Using the built-in IAntiforgery service, we call the GetAndStoreTokens method. It will issue a SetCookie header (notice the HttpContext we are passing to this method) to the client to make sure that there is a cookie with one part of the XSRF token. Also, this method will return a request token that JS code needs to include, as well as the header name where we need to place that token.

XSRF for APIs only matters for APIs secured using Cookie auth, and in most cases, you shouldn’t even be doing that.

 

Embrace Security Policies

In ASP.NET Core we use Policies to check Claims requirements. The simplest type of claim policy looks for the presence of a claim and does not check the value.

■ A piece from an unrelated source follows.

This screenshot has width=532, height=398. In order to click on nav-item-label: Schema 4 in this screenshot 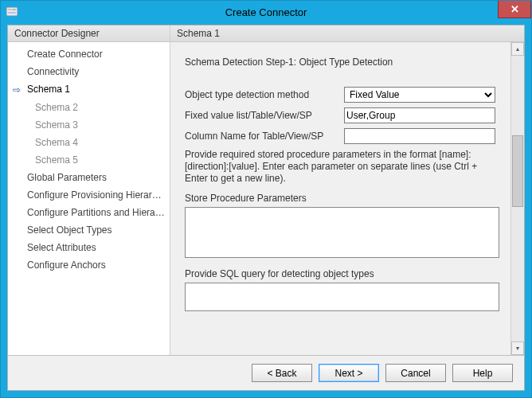, I will do `click(57, 142)`.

services.AddAuthorization(options => { options.AddPolicy("StudentsOnly", policy => policy.RequireClaim("StudentId")); });

We can apply the policy using Authorize attribute to either Controller or Action:

[Authorize(Policy = "StudentsOnly")]
public IActionResult GetStudentInfo()
{
    return View();
}
Ibrahim Šuta

Software Consultant interested and specialising in ASP.NET Core, C#, JavaScript, Angular, React.js.